State Department says there has been a failure to grant due process but does not confirm is envoy will be sent to Pyongyang
The US has called for the immediate release of an American citizen sentenced to 15 years hard labour in a North Korean jail, saying there had been no transparency in the legal system and a failure to grant "due process".
The State Department confirmed reports that Kenneth Bae had received the sentence for allegedly committing "hostile acts" but said it had no further details about the accusations.
Spokesman Patrick Ventrell criticised the "lack of transparency and due process in the legal system". He said representatives from the Swedish embassy in Pyongyang, who were representing Bae in the absence of a US diplomatic presence in North Korea, had not been present at his trial.
"There no greater priority for us than the safety of US citizens, and we urge them to grant him amnesty and immediate release," he said.
The heavy sentence was interpreted in some quarters as intended to force concessions from Washington, but the State Department would not be drawn on suggestions that a senior envoy might be sent to North Korea to negotiate his release.
A White House spokesman travelling with President Obama to Mexico said he was still waiting to hear more details from Swedish representatives, but stressed that talks with North Korea over broader issues would only happen if it agreed to abide by UN arms control mandates.
Jay Carney, the White House spokesman, said: "We have made clear that there is a path open to the North Koreans that would allow for negotiations, but it is dependent upon the North Koreans demonstrating a willingness to live up to their international obligations in keeping with the September 2005 joint statement of the six-party talks. And if they choose that path, then we and other members of the six-party talks are absolutely willing to have discussions with the North Koreans.
"But thus far, they have flouted their obligations, engaged in provocative actions and rhetoric that brings them no closer to a situation where they can improve the lot of the North Korean people or reenter the community of nations."
Bae was arrested in November 2012 in Rason, a special economic zone in North Korea's far north-eastern region bordering China and Russia. His trial at the country's supreme court began on Tuesday, according to the official KCNA news agency, which referred to Bae as Pae Jun-ho, the North Korean rendering of his name. The sentence was announced on Thursday.
Bae, a tour operator who lives in the Seattle suburb of Lynnwood, was accused of attempting to overthrow the government, a crime that carries a possible death penalty. In its latest dispatch KCNA did not state the exact nature of his alleged crimes.
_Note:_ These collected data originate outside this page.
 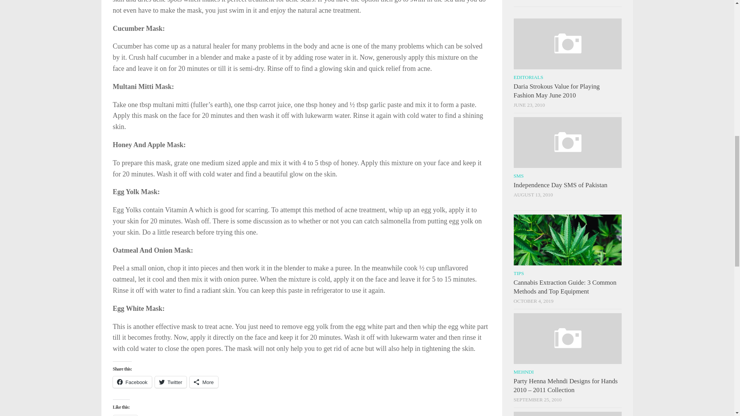 What do you see at coordinates (203, 382) in the screenshot?
I see `More` at bounding box center [203, 382]. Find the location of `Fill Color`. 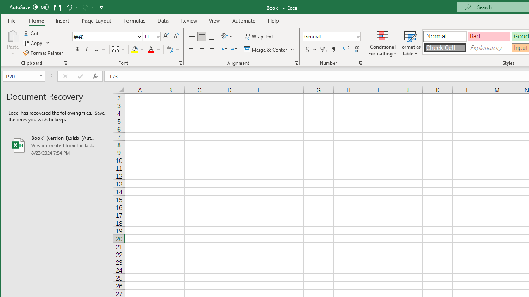

Fill Color is located at coordinates (138, 50).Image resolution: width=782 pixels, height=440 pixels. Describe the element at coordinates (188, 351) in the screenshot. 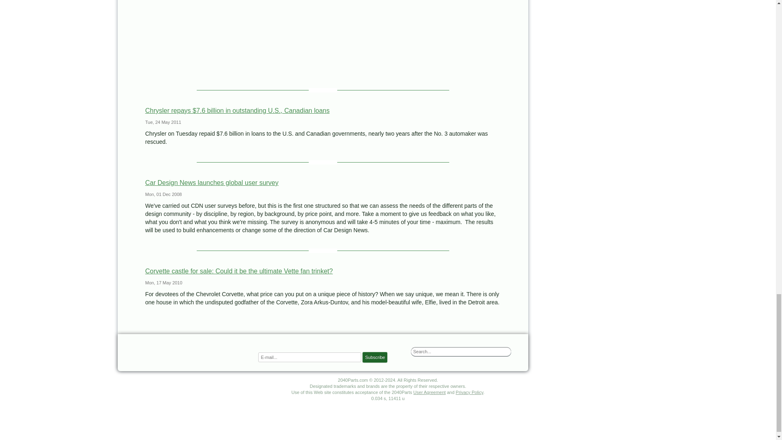

I see `Cars` at that location.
The 44-year-old was born in South Korea but became a naturalised US citizen; he runs a travel agency called Nation Tours and had visited North Korea several times without incident.
Friends and colleagues said Bae was based in the Chinese border city of Dalian and often travelled to North Korea to feed orphans.
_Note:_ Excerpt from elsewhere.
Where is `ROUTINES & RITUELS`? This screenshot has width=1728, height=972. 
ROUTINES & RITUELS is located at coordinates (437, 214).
North Korea watchers said Bae would probably begin his sentence in a special facility for foreigners and not in one of the country's notorious labour camps, where up to 200,000 people are thought to be incarcerated in appalling conditions.
The sentencing came amid reports that the former US president Jimmy Carter may soon travel to North Korea to negotiate Bae's release and push for the resumption of talks over the regime's nuclear weapons programme.
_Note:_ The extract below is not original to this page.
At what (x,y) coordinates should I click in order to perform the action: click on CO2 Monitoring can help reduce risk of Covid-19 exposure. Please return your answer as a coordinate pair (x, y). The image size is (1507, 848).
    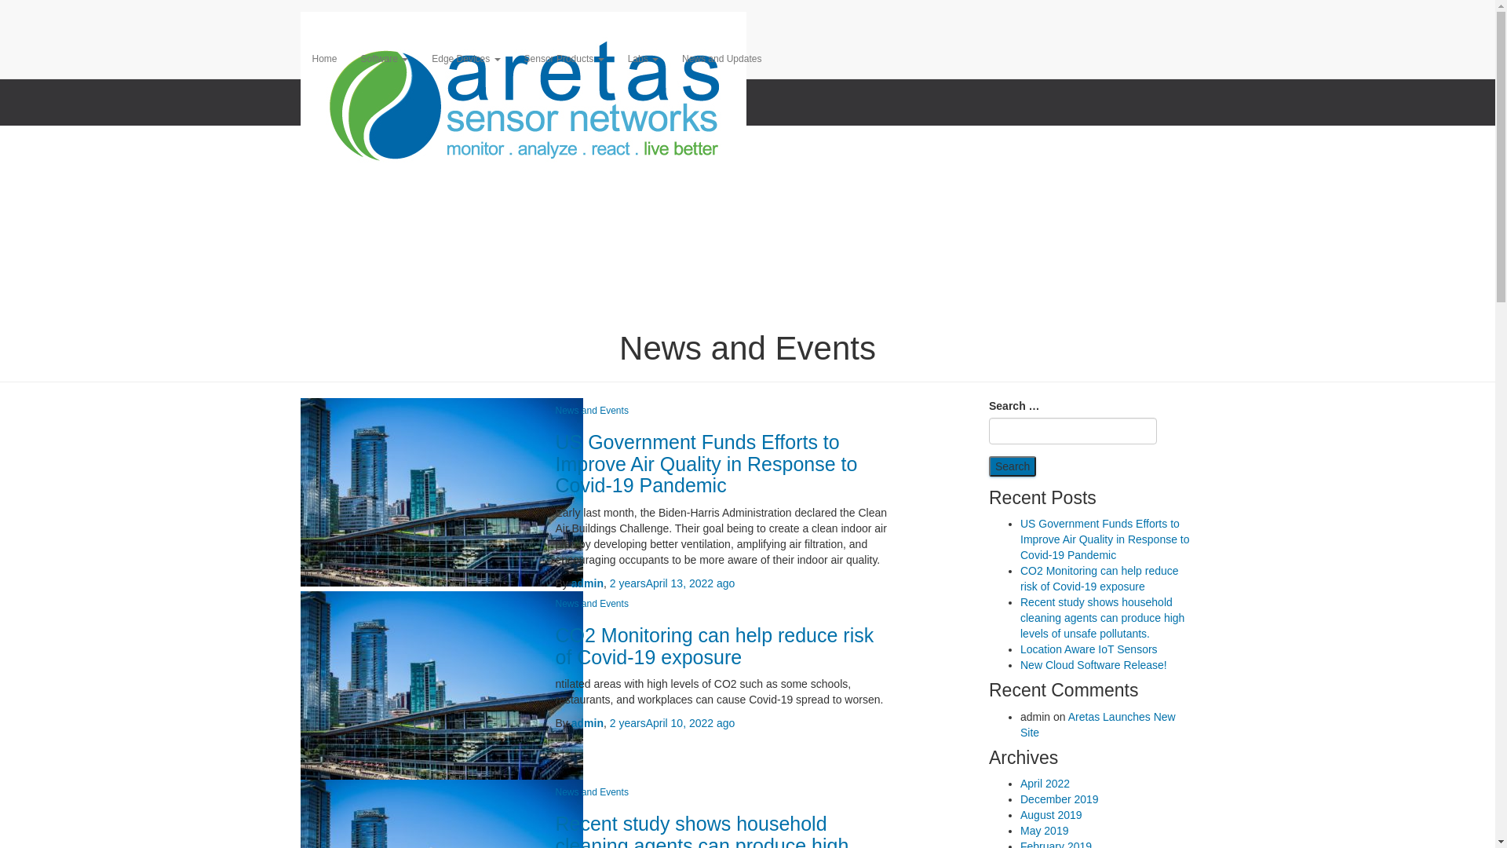
    Looking at the image, I should click on (441, 685).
Citing unnamed diplomatic sources, South Korea's Yonhap news agency said Carter had recently written to the US secretary of state, John Kerry, urging a resumption of dialogue with North Korea. Carter said he planned to visit Pyongyang soon on a private visit. "North Korea appears to have invited [Carter] to visit," Yonhap quoted the source as saying.
But Carter's spokeswoman denied the claims.
"President Carter has not had an invitation to visit North Korea and has no plans to visit," Carter's press secretary, Deanna Congileo, said in an email.
Carter has made previous humanitarian visits to the North in his role as a member of The Elders, an independent group of former world leaders that includes Desmond Tutu and Kofi Annan.
South Korean human rights campaigners have speculated that authorities were angered by photographs Bae had reportedly taken of starving children and the public executions of dissenters.
Bae is the sixth US citizen to be detained by North Korea; the previous five were all released after negotiations involving high-profile envoys. In 2009, television journalists Laura Ling and Euna Lee were sentenced to 12 years' hard labour after illegally crossing the border from China while making a documentary about defectors.
The women were freed months later after Bill Clinton flew to Pyongyang to negotiate their release, an intervention the North treated as a major propaganda victory. In January Bill Richardson, the former governor of New Mexico, and the Google chief executive, Eric Schmidt, attempted to secure Bae's release during a visit to North Korea but they were not allowed to meet him.
Kun "Tony" Namkung, an adviser to US delegations on North Korean affairs who accompanied Schmidt, said he was sure the regime would use the Bae case to pull the US back into talks.
In an interview with NK News, he said: "I think it is likely that someone of some stature will go over there to retrieve him."
But he said it was unlikely Richardson would be among the candidates, after his failure to meet Bae earlier this year.
"When we went to Pyongyang for the Google trip, the North Koreans made clear that this was off the table, they said we could not see him or even talk to him, only those with consular authority," Namkung said.